2014-08-20

Yesterday, Danish architect Bjarke Ingels laid the first brick for the Lego House, a museum devoted to every kid's favorite building block, in the Lego company's historic home of Bilund, Denmark. Naturally, the first brick was made to look like an old-school Lego brick. In fact, the whole museum looks like a stack of Lego bricks.

The Lego Architecture version of the Lego House is available as a set of Lego bricks that form a tiny building that looks like a large building that looks like a pile of Lego bricks. It's the architecture version of that Maine resident who stood for a mugshot wearing a t-shirt with his mugshot on it. Turtles all the way down!

Unfortunately, the Lego House museum doesn't much resemble the toys that the Lego company produces these days. Licensing deals with Marvel, DC Comics, The Lord of the Rings, Teenage Mutant Ninja Turtles, and other franchises have transformed the crisp Danish vision for gender-neutral building blocks into a Hollywood merchandising vision tailored largely to boys.

Girls, fed up with boys and Lego, revolted. Lego responded in 2012 with the Lego Friends line, a fuchsia ghetto that only further gendered the division. Back in January, an exasperated 7-year-old penned a letter to the company to express her frustration with the limited roles assigned to the pink side of the Lego aisle. A vintage 1981 Lego ad that made the rounds on Tumblr turned up the contrast: While Lego bricks were once made for children, now Legos belonged to boys—with an asterisk for Olivia's Beach Buggy or the Heartlake Juice Bar.

The company is doing somewhat better on the gender-balance front, having just released earlier this month the Lego Research Institute set, a suite of un-pink, all-female scientist figurines (designed by IRL scientist Ellen Kooijman). But Lego is still sagging on another front: in its depiction of cities. Lego's emphasis on Batman toys is a problem, but so is the way it might think today about Gotham City.

As design critic Alexandra Lange reasoned back in 2012, the Lego City line is all masculine sameness: "an urbs founded on the stereotype of boy busyness, a place that makes 3-D the transportation, safety, and sports obsessions writ large on the T-shirts in the boys' sections of major retailers." Lego City was built on a militaristic foundation, with law-enforcement sets making up about a third of the entire product suite, from a K-9 unit to an aerial surveillance squad.

That's what's so heartening about the Bjarke Ingels Group design for the Lego House: It takes imagination and possibility, qualities that were once practically synonymous with Lego, and injects them into a real-world structure. There are fake plastic trees and a maze (something of a signature for BIG) in the Lego House design. I'm nearly 30 years too late for this zany ziggurat, and still I demand to be taken there immediately.

Of course it's going to be fun, you might say: It's a museum for Lego! But whimsy is never a given in contracts and construction, and it's even less so a feature of Lego building blocks today. (Lego's STEM concession to women may be progress, but it's not exactly a sign of boundless imagination.) If Lego cities aren't the province of bottomless pits, impossible gardens, Escher geometry, and pyramid futurism—features that Bjarke Ingels seems to trade in—what's the point of even building them?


-- Aim of the exercise --
From the entries below, copy every line where the string "mark" appears.

-- Records for the task --
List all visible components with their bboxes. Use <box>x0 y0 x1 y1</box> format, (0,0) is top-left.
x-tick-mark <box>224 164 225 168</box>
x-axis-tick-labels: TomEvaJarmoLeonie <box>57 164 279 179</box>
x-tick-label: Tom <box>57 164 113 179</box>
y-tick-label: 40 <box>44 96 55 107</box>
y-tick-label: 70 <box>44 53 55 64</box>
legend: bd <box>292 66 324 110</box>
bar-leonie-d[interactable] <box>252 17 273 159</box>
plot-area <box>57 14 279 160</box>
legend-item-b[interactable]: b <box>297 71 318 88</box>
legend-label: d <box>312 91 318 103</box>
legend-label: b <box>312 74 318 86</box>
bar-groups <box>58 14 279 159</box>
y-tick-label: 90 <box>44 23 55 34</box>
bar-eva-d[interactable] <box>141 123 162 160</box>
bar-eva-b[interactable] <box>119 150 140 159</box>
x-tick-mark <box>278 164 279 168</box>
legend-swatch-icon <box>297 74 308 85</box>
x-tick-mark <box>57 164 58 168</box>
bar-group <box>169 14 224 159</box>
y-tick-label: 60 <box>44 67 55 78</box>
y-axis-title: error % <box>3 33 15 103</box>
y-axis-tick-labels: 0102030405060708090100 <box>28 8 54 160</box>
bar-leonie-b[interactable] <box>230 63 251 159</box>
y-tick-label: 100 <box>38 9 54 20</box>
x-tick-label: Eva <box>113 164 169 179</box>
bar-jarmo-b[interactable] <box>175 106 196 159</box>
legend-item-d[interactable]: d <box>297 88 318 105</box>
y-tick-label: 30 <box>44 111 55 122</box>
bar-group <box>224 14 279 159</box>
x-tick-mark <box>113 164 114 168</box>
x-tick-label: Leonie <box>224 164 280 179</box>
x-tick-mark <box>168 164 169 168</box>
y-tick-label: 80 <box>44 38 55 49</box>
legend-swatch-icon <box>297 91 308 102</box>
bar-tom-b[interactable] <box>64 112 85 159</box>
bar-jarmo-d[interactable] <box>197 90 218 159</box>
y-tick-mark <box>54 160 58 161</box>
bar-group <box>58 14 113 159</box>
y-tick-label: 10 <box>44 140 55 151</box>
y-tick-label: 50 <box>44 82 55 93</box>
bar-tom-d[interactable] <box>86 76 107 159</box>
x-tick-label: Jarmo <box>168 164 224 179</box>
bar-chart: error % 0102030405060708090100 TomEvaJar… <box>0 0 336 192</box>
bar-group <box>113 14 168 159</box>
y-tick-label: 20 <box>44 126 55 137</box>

-- Answer area --
x-tick-mark <box>224 164 225 168</box>
x-tick-mark <box>278 164 279 168</box>
x-tick-mark <box>57 164 58 168</box>
x-tick-mark <box>113 164 114 168</box>
x-tick-mark <box>168 164 169 168</box>
y-tick-mark <box>54 160 58 161</box>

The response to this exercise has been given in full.